Minneapolis' commercial property values are slipping again, and homeowners are the ones picking up the slack. As another round of assessments knocks billions off downtown office towers, a larger share of the city's property-tax burden is quietly shifting onto people who own houses and condos, right as city leaders finalize next year's levy.

Local reporting shows a roughly 9% drop

According to the Minneapolis/St. Paul Business Journal, the total estimated market value of commercial properties in the city fell about 9 percent, to roughly $7.8 billion from $8.6 billion. The outlet reports that the decline will push more of the tax load onto homeowners. The story, published March 24 and reported by Caitlin Anderson, frames the drop as a central force in the looming tax debate at City Hall.

City assessment numbers and downtown impact

The city's 2025 Assessment Report shows the broader commercial class slipping about 8.6 percent, from $10.1 billion to $9.4 billion, while the combined commercial and industrial category dropped to about $11.5 billion. Downtown commercial values alone were down roughly 9.5 percent. The report also flags much steeper hits for some marquee downtown office towers and notes that all of these estimates are based on sales between October 2023 and September 2024, according to the City of Minneapolis.

What does that mean for homeowners

The Star Tribune reports that residential parcels now make up about 53.6 percent of the city's net tax capacity, up from roughly 51.6 percent last year. That shift means homeowners are in line to shoulder a larger share of city levies unless elected officials adjust the total levy or find another way to plug the gap. City budget documents and the mayor's levy proposals are expected to shape how that burden ultimately lands.

Appeals and tax-court rulings could change the math

Property owners who think their new values are off can challenge them. They can first appeal to the Local Board of Appeal and Equalization, which the city says will convene on April 15, then take their case to the county board or the Minnesota Tax Court if needed. Recent tax-court rulings have already trimmed the assessed value of at least one downtown office parcel, suggesting more changes could follow as appeals move forward. Guidance from the City of Minneapolis and reporting in Bloomberg Tax lay out how those challenges work and how recent decisions have played out.

Why does downtown keep dragging the base down

Assessors say the current numbers are a reflection of past sales and actual market activity.
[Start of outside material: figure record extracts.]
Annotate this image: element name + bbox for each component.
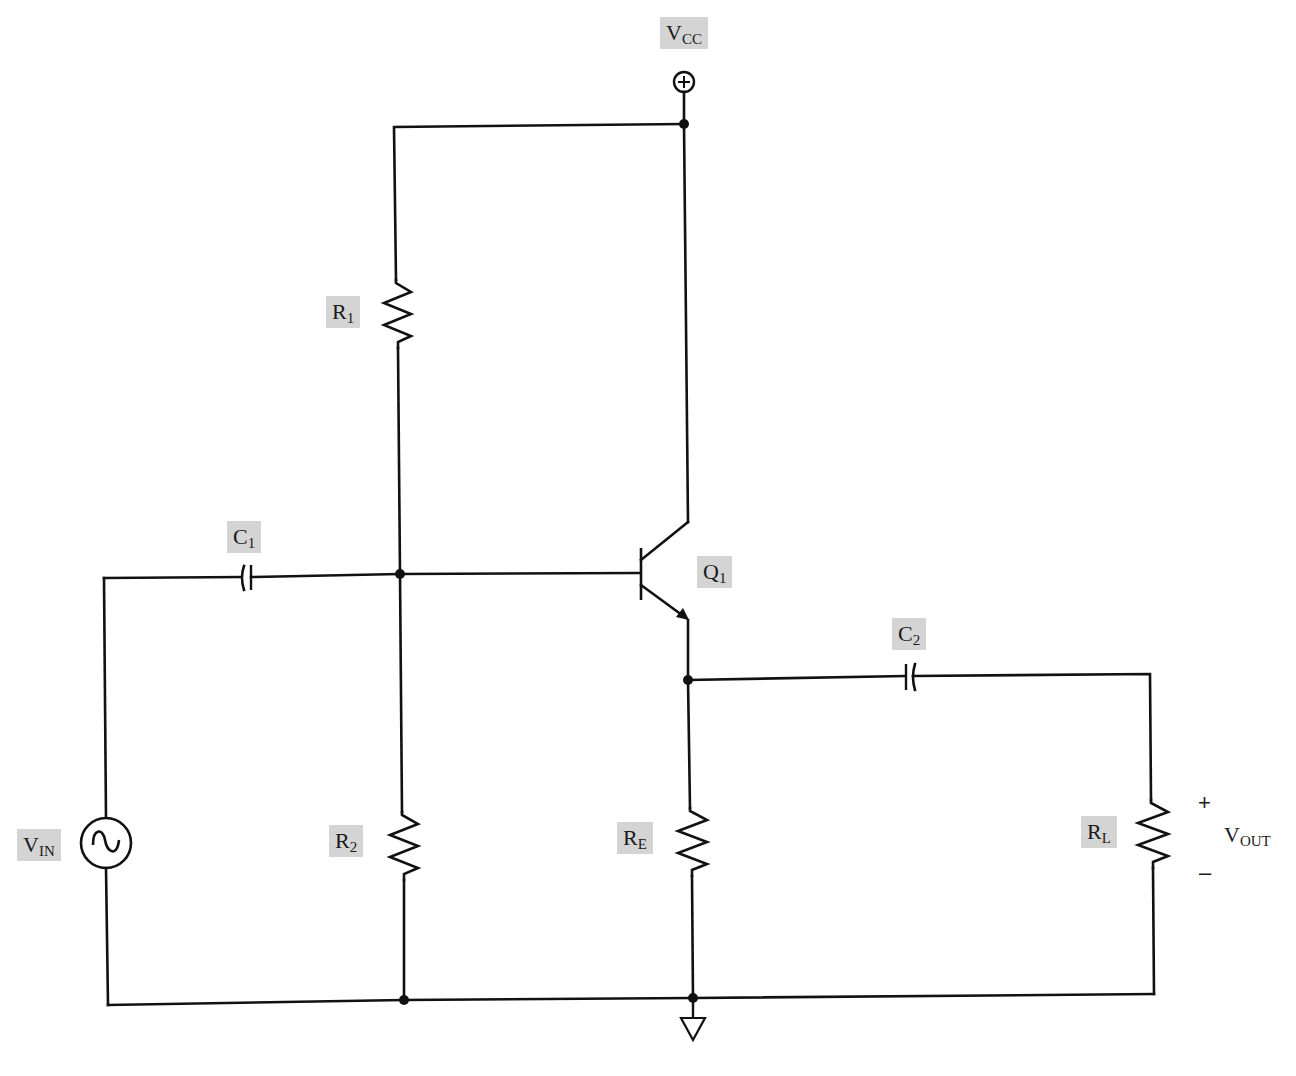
label-rl-main: R [1087,819,1102,844]
label-vout-main: V [1224,822,1240,847]
node-base [395,569,405,579]
label-r2: R2 [329,825,363,857]
capacitor-c1-icon [242,565,251,590]
vout-minus-sign: – [1199,862,1211,884]
label-r1-main: R [332,299,347,324]
label-vout-sub: OUT [1240,833,1271,849]
resistor-r2-icon [390,812,418,880]
label-vcc: VCC [660,17,708,49]
label-c1: C1 [227,521,261,553]
label-vin: VIN [17,829,61,861]
label-c2-main: C [898,621,913,646]
resistor-r1-icon [384,280,411,348]
label-r1: R1 [326,296,360,328]
label-re: RE [617,822,653,854]
label-q1-main: Q [703,559,719,584]
label-rl-sub: L [1102,830,1111,846]
label-re-main: R [623,825,638,850]
capacitor-c2-icon [906,664,915,690]
label-rl: RL [1081,816,1117,848]
label-r1-sub: 1 [347,310,355,326]
label-r2-main: R [335,828,350,853]
label-vin-main: V [23,832,39,857]
node-vcc [679,119,689,129]
label-c2: C2 [892,618,926,650]
wire-vcc-rail [394,92,688,522]
wire-base [104,573,640,812]
label-c1-sub: 1 [248,535,256,551]
wire-r1-base [398,348,400,574]
label-vout: VOUT [1224,824,1271,846]
label-vin-sub: IN [39,843,55,859]
label-re-sub: E [638,836,647,852]
vout-plus-sign: + [1198,792,1211,814]
circuit-schematic [0,0,1296,1076]
transistor-q1-icon [641,522,689,680]
label-vcc-main: V [666,20,682,45]
label-c1-main: C [233,524,248,549]
wire-rl-ground [1153,868,1154,994]
label-q1-sub: 1 [719,570,727,586]
label-r2-sub: 2 [350,839,358,855]
vcc-terminal-icon [674,72,694,92]
wire-emitter [688,674,1151,808]
resistor-re-icon [678,808,707,876]
node-emitter [683,675,693,685]
wire-ground-rail [108,994,1154,1005]
label-c2-sub: 2 [913,632,921,648]
wire-re-ground [692,876,693,998]
node-ground-r2 [399,995,409,1005]
ground-icon [681,998,705,1040]
resistor-rl-icon [1138,800,1168,868]
ac-source-vin-icon [81,578,131,1005]
label-vcc-sub: CC [682,31,702,47]
label-q1: Q1 [697,556,732,588]
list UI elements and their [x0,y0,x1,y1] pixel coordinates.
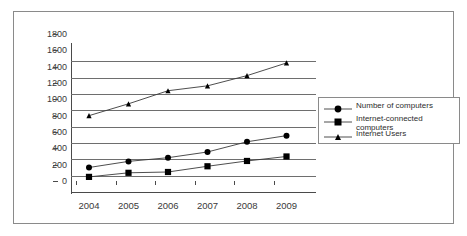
series-container [71,45,316,192]
legend-marker-triangle-icon [323,130,353,144]
chart-figure: 180016001400120010008006004002000 200420… [0,0,467,236]
y-axis-tick [53,99,58,100]
gridline [71,192,316,193]
x-axis-tick-label: 2009 [276,200,297,211]
x-axis-tick [76,181,77,185]
x-axis-tick-label: 2005 [118,200,139,211]
x-axis-tick [155,181,156,185]
x-axis-tick-label: 2007 [197,200,218,211]
series-triangle [86,60,289,118]
y-axis-tick [53,34,58,35]
x-axis-labels: 200420052006200720082009 [14,200,467,214]
y-axis-tick-label: 0 [62,177,67,186]
chart-frame: 180016001400120010008006004002000 200420… [13,11,454,224]
y-axis-tick [53,132,58,133]
y-axis-tick [53,50,58,51]
y-axis-tick [53,165,58,166]
y-axis-tick [53,67,58,68]
series-diamond [86,133,290,171]
chart-legend: Number of computersInternet-connected co… [318,97,460,144]
y-axis-tick [53,181,58,182]
legend-label: Number of computers [356,102,433,111]
legend-marker-diamond-icon [323,102,353,116]
series-square [86,153,290,180]
legend-marker-square-icon [323,115,353,129]
x-axis-tick [274,181,275,185]
y-axis-tick [53,148,58,149]
y-axis-tick [53,116,58,117]
x-axis-tick-label: 2004 [78,200,99,211]
x-axis-tick [116,181,117,185]
x-axis-tick [234,181,235,185]
x-axis-tick-label: 2008 [236,200,257,211]
plot-area [71,45,316,192]
legend-label: Internet Users [356,130,406,139]
y-axis-tick [53,83,58,84]
x-axis-tick-label: 2006 [157,200,178,211]
x-axis-tick [195,181,196,185]
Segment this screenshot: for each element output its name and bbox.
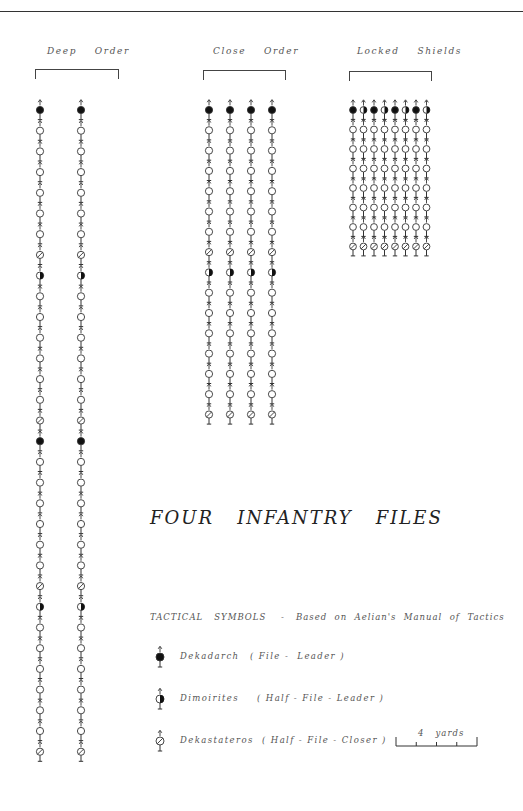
soldier-hollow-icon (77, 555, 84, 575)
soldier-filled-icon (247, 100, 254, 120)
soldier-hatched-icon (381, 236, 388, 256)
soldier-hatched-icon (268, 242, 275, 262)
soldier-hollow-icon (226, 201, 233, 221)
soldier-hatched-icon (36, 410, 43, 430)
soldier-hatched-icon (413, 236, 420, 256)
formations (36, 100, 430, 762)
soldier-hollow-icon (247, 282, 254, 302)
soldier-hollow-icon (247, 343, 254, 363)
soldier-hollow-icon (36, 452, 43, 472)
soldier-hollow-icon (247, 120, 254, 140)
formation-locked-shields (350, 100, 430, 256)
soldier-hollow-icon (77, 348, 84, 368)
soldier-hollow-icon (205, 201, 212, 221)
soldier-hollow-icon (77, 162, 84, 182)
soldier-hollow-icon (36, 141, 43, 161)
soldier-hollow-icon (226, 364, 233, 384)
soldier-hollow-icon (423, 178, 430, 198)
soldier-filled-icon (36, 100, 43, 120)
soldier-hollow-icon (268, 282, 275, 302)
soldier-hollow-icon (36, 162, 43, 182)
soldier-hollow-icon (423, 217, 430, 237)
soldier-filled-icon (36, 431, 43, 451)
soldier-hollow-icon (36, 700, 43, 720)
soldier-hollow-icon (402, 158, 409, 178)
soldier-hollow-icon (360, 197, 367, 217)
soldier-hollow-icon (371, 139, 378, 159)
soldier-hollow-icon (268, 343, 275, 363)
soldier-hollow-icon (402, 119, 409, 139)
soldier-hollow-icon (77, 638, 84, 658)
soldier-filled-icon (77, 431, 84, 451)
soldier-hollow-icon (360, 178, 367, 198)
legend-heading: TACTICAL SYMBOLS - Based on Aelian's Man… (150, 612, 505, 622)
soldier-hollow-icon (268, 323, 275, 343)
scale-bar (396, 737, 477, 746)
soldier-half-filled-icon (226, 262, 233, 282)
soldier-hatched-icon (77, 576, 84, 596)
soldier-hollow-icon (36, 472, 43, 492)
formation-diagram (0, 0, 523, 811)
soldier-hollow-icon (77, 203, 84, 223)
soldier-hollow-icon (247, 161, 254, 181)
soldier-hollow-icon (350, 139, 357, 159)
soldier-filled-icon (268, 100, 275, 120)
soldier-hollow-icon (205, 120, 212, 140)
soldier-hollow-icon (77, 472, 84, 492)
soldier-filled-icon (156, 646, 164, 667)
soldier-hatched-icon (423, 236, 430, 256)
soldier-hollow-icon (36, 286, 43, 306)
soldier-hollow-icon (413, 197, 420, 217)
soldier-filled-icon (392, 100, 399, 120)
soldier-hollow-icon (36, 182, 43, 202)
soldier-hatched-icon (268, 404, 275, 424)
soldier-hollow-icon (77, 182, 84, 202)
soldier-hatched-icon (205, 404, 212, 424)
soldier-half-filled-icon (205, 262, 212, 282)
soldier-hollow-icon (36, 348, 43, 368)
soldier-hollow-icon (77, 307, 84, 327)
soldier-hollow-icon (360, 158, 367, 178)
soldier-hollow-icon (392, 217, 399, 237)
soldier-hollow-icon (205, 140, 212, 160)
soldier-hollow-icon (268, 120, 275, 140)
soldier-hollow-icon (371, 119, 378, 139)
soldier-hollow-icon (36, 534, 43, 554)
soldier-hollow-icon (36, 679, 43, 699)
soldier-hollow-icon (381, 217, 388, 237)
soldier-hollow-icon (413, 139, 420, 159)
soldier-half-filled-icon (36, 265, 43, 285)
soldier-hollow-icon (247, 181, 254, 201)
soldier-hollow-icon (205, 323, 212, 343)
soldier-hollow-icon (268, 221, 275, 241)
soldier-hollow-icon (402, 178, 409, 198)
soldier-hollow-icon (205, 364, 212, 384)
formation-close-order (205, 100, 275, 425)
soldier-hollow-icon (371, 178, 378, 198)
soldier-filled-icon (77, 100, 84, 120)
soldier-hollow-icon (226, 140, 233, 160)
soldier-hatched-icon (226, 404, 233, 424)
soldier-half-filled-icon (402, 100, 409, 120)
soldier-hollow-icon (268, 181, 275, 201)
soldier-hollow-icon (392, 158, 399, 178)
soldier-hollow-icon (77, 700, 84, 720)
soldier-hatched-icon (350, 236, 357, 256)
soldier-hollow-icon (360, 119, 367, 139)
soldier-hollow-icon (381, 139, 388, 159)
soldier-half-filled-icon (360, 100, 367, 120)
soldier-hollow-icon (350, 119, 357, 139)
soldier-half-filled-icon (77, 596, 84, 616)
soldier-half-filled-icon (77, 265, 84, 285)
soldier-hollow-icon (226, 282, 233, 302)
soldier-hollow-icon (360, 217, 367, 237)
soldier-hollow-icon (77, 369, 84, 389)
soldier-half-filled-icon (36, 596, 43, 616)
soldier-hollow-icon (36, 224, 43, 244)
legend-name: Dekadarch (180, 651, 239, 661)
soldier-hollow-icon (77, 659, 84, 679)
soldier-hollow-icon (371, 197, 378, 217)
soldier-hollow-icon (226, 384, 233, 404)
legend-desc: ( File - Leader ) (250, 651, 345, 661)
legend-name: Dimoirites (180, 693, 239, 703)
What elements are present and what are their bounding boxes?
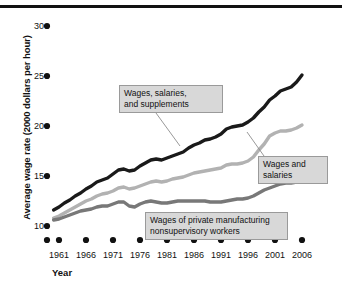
y-axis-dot-markers <box>44 23 50 229</box>
wage-rate-line-chart: Average wage rate (2000 dollars per hour… <box>0 0 342 283</box>
annotation-leader-lines <box>156 113 264 156</box>
annotation-wages-and-salaries: Wages and salaries <box>258 156 328 184</box>
plot-area <box>0 0 342 283</box>
annotation-wages-salaries-supplements: Wages, salaries, and supplements <box>119 85 223 113</box>
annotation-wages-private-manufacturing: Wages of private manufacturing nonsuperv… <box>145 212 288 240</box>
leader-wages-salaries-supplements <box>156 113 180 146</box>
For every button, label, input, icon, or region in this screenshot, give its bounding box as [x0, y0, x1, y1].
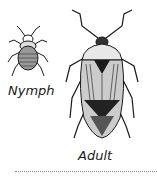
adult-label: Adult [78, 148, 112, 163]
dotted-divider [15, 171, 157, 172]
nymph-label: Nymph [8, 83, 55, 98]
nymph-bug-icon [6, 24, 50, 80]
adult-bug-icon [60, 8, 144, 146]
With few office deals closing, persistent vacancies, and several high-profile towers selling at steep discounts, the office sector continues to lag and shrink the commercial tax base. Local reporting and the assessor's materials point to falling rents, weak demand for traditional office space, and a thin set of comparable sales as the forces pushing values lower, conditions that could keep homeowners paying more until the market stabilizes. As outlined by the city's 2025 assessment materials and coverage from Finance & Commerce, downtown remains the primary drag on the city's property base.